T28 Artificial N-Glycosylation Motifs Engineering for Heterologous Glycoside Hydrolases Production in Aspergillus niger
Tuesday, April 26, 2016
Key Ballroom, 2nd fl (Hilton Baltimore)
J. Zhang*, B.A. Simmons and J.M. Gladden, Joint BioEnergy Institute / Sandia National Laboratories, Emeryville, CA, USA; S. Deutsch, DOE Joint Genome Institute, Berkeley, CA, USA; I. Grigoriev, Department of Energy Joint Genome Institute, Walnut Creek, CA, USA; E. Robinson and J. Jacobs, Environmental Molecular Sciences Laboratory, Richland, WA, USA; S.E. Baker, Pacific Northwest National Laboratory, Richland, WA, USA; J.K. Magnuson, Joint BioEnergy Institute, Richland, WA, USA
    Aspergillus niger is an excellent protein production host as evidenced by its wide use in industry to produce a variety of enzymes for hydrolysis of polysaccharides to sugars. In native fungal enzymes, glycosylation is associated with secreted enzyme stability and function, but the effects on normally a glycosylated prokaryotic enzymes is not understood. Therefore, we introduced several artificial N-glycosylation sites into the sequence of the bacterial β-glucosidase A5IL97. An interesting revelation was that many variants appear to have greater activity than the unmodified strain. We are performing top-down proteomic analyses to determine which variants are glycosylated and correlating those results with our enzyme kinetic and thermodynamic characterizations to deepen our understanding of protein glycosylation.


Problem description »
Your task is to transcribe all of the data below exactly, omitting the images.

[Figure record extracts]
:::::
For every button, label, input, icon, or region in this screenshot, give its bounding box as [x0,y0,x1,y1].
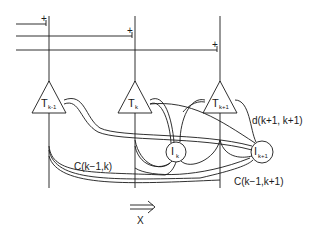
input-marker-3: + [212,39,218,50]
neuron-t-k-minus-1: T k-1 [32,81,66,113]
interneuron-i-k-plus-1: I k+1 [251,141,273,163]
direction-arrow-icon [130,201,155,213]
direction-label: X [137,215,144,226]
svg-text:k+1: k+1 [258,153,269,159]
label-c-k-1-k1: C(k−1,k+1) [234,176,283,187]
svg-text:T: T [128,97,135,109]
svg-text:k+1: k+1 [219,104,230,110]
svg-text:I: I [254,145,257,157]
svg-text:k: k [176,153,180,159]
svg-text:T: T [41,97,48,109]
svg-text:T: T [212,97,219,109]
label-d-k1-k1: d(k+1, k+1) [252,115,303,126]
neuron-t-k-plus-1: T k+1 [203,81,237,113]
neural-circuit-diagram: + + + T k-1 T k T k+1 I k I k+1 [0,0,323,234]
input-marker-1: + [41,13,47,24]
svg-text:k: k [135,104,139,110]
neuron-t-k: T k [118,81,152,113]
interneuron-i-k: I k [166,142,186,162]
input-marker-2: + [127,25,133,36]
label-c-k-1-k: C(k−1,k) [74,161,112,172]
svg-text:I: I [171,145,174,157]
input-lines: + + + [16,13,218,52]
svg-text:k-1: k-1 [48,104,57,110]
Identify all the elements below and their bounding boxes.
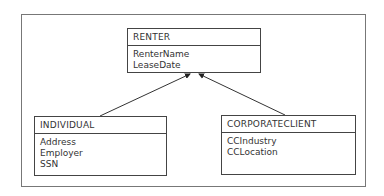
entity-renter-title: RENTER [128, 29, 260, 46]
entity-individual: INDIVIDUAL Address Employer SSN [34, 116, 167, 176]
individual-to-renter-arrow [100, 74, 190, 116]
attribute-cclocation: CCLocation [227, 147, 355, 158]
attribute-rentername: RenterName [133, 49, 260, 60]
attribute-leasedate: LeaseDate [133, 60, 260, 71]
entity-corporateclient-title: CORPORATECLIENT [222, 116, 355, 133]
attribute-address: Address [40, 137, 166, 148]
corporateclient-to-renter-arrow [199, 74, 285, 115]
entity-renter: RENTER RenterName LeaseDate [127, 28, 261, 73]
entity-corporateclient: CORPORATECLIENT CCIndustry CCLocation [221, 115, 356, 175]
entity-individual-title: INDIVIDUAL [35, 117, 166, 134]
attribute-employer: Employer [40, 148, 166, 159]
attribute-ssn: SSN [40, 159, 166, 170]
attribute-ccindustry: CCIndustry [227, 136, 355, 147]
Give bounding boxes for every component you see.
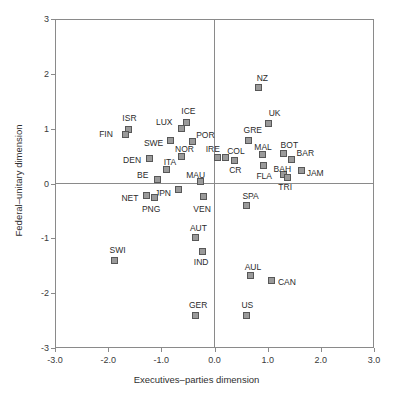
y-tick-label: -2 [21,289,49,298]
data-point-marker [268,277,275,284]
x-tick-label: -3.0 [35,356,75,365]
data-point-label: ICE [181,107,195,116]
data-point-marker [167,137,174,144]
data-point-label: IRE [206,145,220,154]
x-tick-label: -1.0 [141,356,181,365]
y-tick-label: 0 [21,180,49,189]
y-tick-label: 2 [21,70,49,79]
data-point-marker [111,257,118,264]
y-tick [51,129,55,130]
y-tick [51,74,55,75]
scatter-plot-figure: NZUKISRFINICELUXPORSWEGREMALBOTBARIRECOL… [0,0,393,396]
data-point-label: MAU [186,171,205,180]
data-point-label: SPA [242,192,258,201]
x-tick [321,348,322,352]
x-tick [55,348,56,352]
data-point-label: POR [196,131,214,140]
x-tick [108,348,109,352]
data-point-label: BAR [297,149,314,158]
data-point-label: CAN [278,278,296,287]
data-point-marker [192,312,199,319]
data-point-label: SWE [144,139,163,148]
data-point-label: AUT [190,224,207,233]
x-tick-label: -2.0 [88,356,128,365]
data-point-marker [245,137,252,144]
data-point-marker [199,248,206,255]
data-point-marker [260,162,267,169]
data-point-marker [214,154,221,161]
data-point-label: TRI [278,183,292,192]
data-point-marker [231,157,238,164]
data-point-label: PNG [142,205,160,214]
data-point-label: NET [121,194,138,203]
data-point-label: GRE [244,126,262,135]
data-point-label: BAH [274,165,291,174]
data-point-label: SWI [110,246,126,255]
data-point-marker [298,167,305,174]
data-point-label: NZ [257,74,268,83]
data-point-marker [280,150,287,157]
y-axis-title: Federal–unitary dimension [13,31,24,331]
data-point-marker [122,131,129,138]
data-point-label: ITA [164,158,177,167]
y-tick-label: -3 [21,344,49,353]
data-point-marker [255,84,262,91]
y-tick [51,184,55,185]
data-point-label: CR [229,166,241,175]
x-tick-label: 0.0 [195,356,235,365]
x-tick [215,348,216,352]
data-point-marker [265,120,272,127]
data-point-marker [192,234,199,241]
data-point-label: UK [269,109,281,118]
x-tick [268,348,269,352]
data-point-label: COL [227,147,244,156]
data-point-marker [154,176,161,183]
data-point-marker [163,166,170,173]
data-point-label: US [241,301,253,310]
data-point-label: DEN [123,156,141,165]
plot-area: NZUKISRFINICELUXPORSWEGREMALBOTBARIRECOL… [55,19,374,348]
y-tick-label: -1 [21,234,49,243]
x-tick [374,348,375,352]
data-point-label: BOT [281,141,298,150]
data-point-label: LUX [156,118,173,127]
x-tick-label: 1.0 [248,356,288,365]
data-point-marker [247,272,254,279]
y-tick [51,238,55,239]
data-point-label: IND [194,258,209,267]
x-axis-title: Executives–parties dimension [0,374,393,385]
data-point-label: FIN [99,130,113,139]
data-point-marker [175,186,182,193]
data-point-marker [200,193,207,200]
data-point-marker [284,174,291,181]
x-tick-label: 3.0 [354,356,393,365]
data-point-marker [243,202,250,209]
x-tick-label: 2.0 [301,356,341,365]
data-point-label: BE [137,171,148,180]
data-point-label: ISR [122,114,136,123]
data-point-label: JAM [307,169,324,178]
data-point-label: MAL [254,143,271,152]
zero-vertical-reference-line [214,19,215,348]
data-point-marker [178,125,185,132]
y-tick-label: 1 [21,125,49,134]
data-point-marker [143,192,150,199]
data-point-label: FLA [256,172,272,181]
data-point-label: VEN [193,205,210,214]
data-point-label: GER [189,301,207,310]
data-point-marker [146,155,153,162]
data-point-label: NOR [175,145,194,154]
data-point-marker [243,312,250,319]
y-tick [51,293,55,294]
data-point-marker [151,194,158,201]
y-tick-label: 3 [21,15,49,24]
x-tick [161,348,162,352]
data-point-label: AUL [245,263,262,272]
y-tick [51,19,55,20]
data-point-marker [288,156,295,163]
data-point-marker [259,151,266,158]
:::::
Exercise output »
For every button, label, input, icon, or region in this screenshot, give its bounding box as [x0,y0,x1,y1].
input-marker-3: + [212,39,218,50]
neuron-t-k-minus-1: T k-1 [32,81,66,113]
interneuron-i-k-plus-1: I k+1 [251,141,273,163]
direction-arrow-icon [130,201,155,213]
direction-label: X [137,215,144,226]
svg-text:k+1: k+1 [258,153,269,159]
label-c-k-1-k1: C(k−1,k+1) [234,176,283,187]
svg-text:T: T [128,97,135,109]
svg-text:k+1: k+1 [219,104,230,110]
svg-text:I: I [254,145,257,157]
svg-text:k: k [176,153,180,159]
svg-text:T: T [41,97,48,109]
svg-text:T: T [212,97,219,109]
label-d-k1-k1: d(k+1, k+1) [252,115,303,126]
neuron-t-k-plus-1: T k+1 [203,81,237,113]
neural-circuit-diagram: + + + T k-1 T k T k+1 I k I k+1 [0,0,323,234]
input-marker-1: + [41,13,47,24]
svg-text:k: k [135,104,139,110]
neuron-t-k: T k [118,81,152,113]
interneuron-i-k: I k [166,142,186,162]
input-marker-2: + [127,25,133,36]
label-c-k-1-k: C(k−1,k) [74,161,112,172]
svg-text:I: I [171,145,174,157]
input-lines: + + + [16,13,218,52]
svg-text:k-1: k-1 [48,104,57,110]
Identify all the elements below and their bounding boxes.
entity-renter-title: RENTER [128, 29, 260, 46]
entity-individual: INDIVIDUAL Address Employer SSN [34, 116, 167, 176]
individual-to-renter-arrow [100, 74, 190, 116]
attribute-cclocation: CCLocation [227, 147, 355, 158]
attribute-rentername: RenterName [133, 49, 260, 60]
attribute-leasedate: LeaseDate [133, 60, 260, 71]
entity-corporateclient-title: CORPORATECLIENT [222, 116, 355, 133]
attribute-address: Address [40, 137, 166, 148]
corporateclient-to-renter-arrow [199, 74, 285, 115]
entity-renter: RENTER RenterName LeaseDate [127, 28, 261, 73]
entity-corporateclient: CORPORATECLIENT CCIndustry CCLocation [221, 115, 356, 175]
entity-individual-title: INDIVIDUAL [35, 117, 166, 134]
attribute-employer: Employer [40, 148, 166, 159]
attribute-ssn: SSN [40, 159, 166, 170]
attribute-ccindustry: CCIndustry [227, 136, 355, 147]
Give bounding boxes for every component you see.
y-tick-label: -2 [21,289,49,298]
data-point-marker [268,277,275,284]
x-tick-label: -3.0 [35,356,75,365]
data-point-label: ICE [181,107,195,116]
data-point-marker [167,137,174,144]
data-point-label: IRE [206,145,220,154]
x-tick-label: -1.0 [141,356,181,365]
y-tick-label: 0 [21,180,49,189]
y-tick-label: 2 [21,70,49,79]
data-point-marker [111,257,118,264]
y-tick [51,129,55,130]
y-tick [51,74,55,75]
scatter-plot-figure: NZUKISRFINICELUXPORSWEGREMALBOTBARIRECOL… [0,0,393,396]
data-point-label: MAU [186,171,205,180]
data-point-label: SPA [242,192,258,201]
x-tick [321,348,322,352]
x-tick [55,348,56,352]
data-point-label: POR [196,131,214,140]
x-tick [108,348,109,352]
data-point-label: BAR [297,149,314,158]
data-point-label: CAN [278,278,296,287]
data-point-marker [192,312,199,319]
data-point-label: SWE [144,139,163,148]
data-point-label: AUT [190,224,207,233]
x-tick-label: -2.0 [88,356,128,365]
data-point-marker [245,137,252,144]
data-point-marker [199,248,206,255]
data-point-marker [260,162,267,169]
data-point-marker [214,154,221,161]
data-point-label: TRI [278,183,292,192]
data-point-marker [231,157,238,164]
data-point-label: PNG [142,205,160,214]
data-point-label: NET [121,194,138,203]
data-point-label: GRE [244,126,262,135]
data-point-label: BAH [274,165,291,174]
data-point-label: SWI [110,246,126,255]
data-point-marker [298,167,305,174]
data-point-label: NZ [257,74,268,83]
data-point-marker [280,150,287,157]
y-axis-title: Federal–unitary dimension [13,31,24,331]
data-point-marker [122,131,129,138]
data-point-label: ITA [164,158,177,167]
y-tick-label: -3 [21,344,49,353]
data-point-marker [255,84,262,91]
y-tick [51,184,55,185]
data-point-label: CR [229,166,241,175]
x-tick-label: 0.0 [195,356,235,365]
x-tick [215,348,216,352]
data-point-marker [265,120,272,127]
data-point-marker [192,234,199,241]
data-point-label: UK [269,109,281,118]
x-tick [268,348,269,352]
data-point-label: COL [227,147,244,156]
data-point-marker [154,176,161,183]
data-point-marker [163,166,170,173]
data-point-label: US [241,301,253,310]
data-point-label: DEN [123,156,141,165]
plot-area: NZUKISRFINICELUXPORSWEGREMALBOTBARIRECOL… [55,19,374,348]
y-tick-label: -1 [21,234,49,243]
x-tick [374,348,375,352]
data-point-label: BOT [281,141,298,150]
data-point-label: LUX [156,118,173,127]
x-tick-label: 1.0 [248,356,288,365]
data-point-marker [247,272,254,279]
y-tick [51,238,55,239]
data-point-label: IND [194,258,209,267]
x-axis-title: Executives–parties dimension [0,374,393,385]
data-point-label: FIN [99,130,113,139]
data-point-marker [175,186,182,193]
data-point-marker [200,193,207,200]
data-point-marker [284,174,291,181]
x-tick-label: 3.0 [354,356,393,365]
data-point-marker [243,202,250,209]
x-tick-label: 2.0 [301,356,341,365]
data-point-label: BE [137,171,148,180]
data-point-label: ISR [122,114,136,123]
data-point-label: JAM [307,169,324,178]
data-point-label: MAL [254,143,271,152]
zero-vertical-reference-line [214,19,215,348]
data-point-marker [178,125,185,132]
y-tick-label: 1 [21,125,49,134]
data-point-marker [143,192,150,199]
data-point-label: FLA [256,172,272,181]
data-point-label: VEN [193,205,210,214]
data-point-label: GER [189,301,207,310]
data-point-marker [146,155,153,162]
data-point-label: NOR [175,145,194,154]
data-point-marker [243,312,250,319]
y-tick [51,293,55,294]
data-point-marker [151,194,158,201]
y-tick-label: 3 [21,15,49,24]
x-tick [161,348,162,352]
data-point-label: AUL [245,263,262,272]
y-tick [51,19,55,20]
data-point-marker [288,156,295,163]
data-point-marker [259,151,266,158]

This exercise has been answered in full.